City Region Food System Resilience

What do we do?

IN A NUTSHELL

RUNRES is a project that addresses the nutrient gradient between urban and rural areas. Broadly speaking, nutrient mining occurs in agricultural areas due to increased food production, while nutrients are accumulated in urban areas where food is consumed.

The main objective of RUNRES is to co-design, test, implement and scale safe, cost-efficient, and socially acceptable innovations to valorize urban and rural waste resources and improve the circular economy related to food and agriculture.

Innovations

Numerous waste streams (green, food, human) currently exist that are not being captured and recycled, especially in urban environments. The approach of RUNRES consists in capturing waste streams and retrieving nutrients into different products. The innovations co-developed in Phase 1 (2019-2023) address three aspects of circular bio-economy:

Soil Input

Organic waste collected from urban centres of the city regions, transported and processed into compost, have the capacity to provide critically needed organic soil inputs for farmers in rural areas.

Animal Feed

By recovering organic waste and cassava peels, RUNRES aims to privide high quality animal products. Our focus is:

  • Rearing black soldier flies’ larvae with organic waste to produce animal feed.
  • Treating cassava peels through fermentation to remove aflatoxins and cyanides, drying, and grinding for animal feed supplement.

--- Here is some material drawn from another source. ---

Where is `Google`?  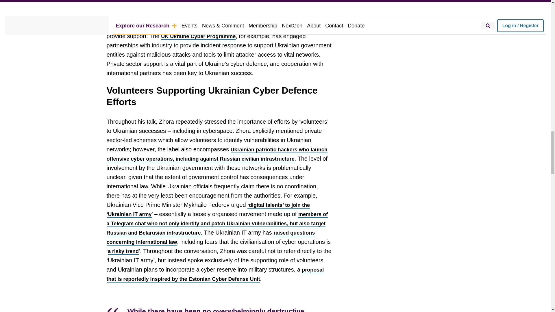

Human Consumption and Safety

The use of organic and human waste by farmers poses a number of risks due to possible pathogen and pollutant accumulation in the products. Therefore, we set up a quality assurance programme aiming to measure the following parameters to guarantee the quality of the products: the agronomic parameters, the level of pathogens, for example Escherichia coli or Helminths’ eggs, and the amount of heavy metals.

Where do we work?

RUNRES seeks to improve the resilience of food systems in four different rural-urban regions across Africa. It will encourage organic and human waste recycling by implementing and scaling of viable and acceptable innovations to transform waste into soil amendments or animal feed to serve as an input for agricultural production of smallholders, thereby contributing to food security, and human and environmental health in city region food systems.

RUNRES will improve the resilience of food systems in four different rural-urban regions across Africa

Rwanda

RUNRES will improve the resilience of food systems in four different rural-urban regions across Africa

Ethiopia

RUNRES aims to set a key step in the transformation towards a circular agriculture and waste management

South Africa

RUNRES aims to set a key step in the transformation towards a circular agriculture and waste management

Sponsors and partners

Become a partner

The RUNRES project, aims to set a key step in the transformation towards a circular and more sustainable agriculture and waste management. RUNRES will improve the resilience of food systems in four different rural-urban regions across Africa: DR Congo, Ethiopia, Rwanda and South Africa.

While the initial focus is to be on upscaling the innovations that have been evaluated as suitable for upscaling, we aim in parallel at replicating these innovations in different places with new actors. This will take place through public-private partnerships and through the co-development of business plans with the new actors, with the aim of leveraging financial resources from existing business development institutions.

The project is funded by the Swiss Agency for Development and Cooperation (SDC) and entails two main phases: a piloting phase (2019–23) and a scaling-up phase (2023–27).

“As a single mother, this job at MAGGOT farm allows me to support my mother, my brother and my one-year-old daughter. Even though I do not enjoy the smell of this grinded organic waste, I am still happy to come to work every day and interact with my colleagues. I hope that someday I can save enough money to buy a sewing machine. My dream is to become a tailor.”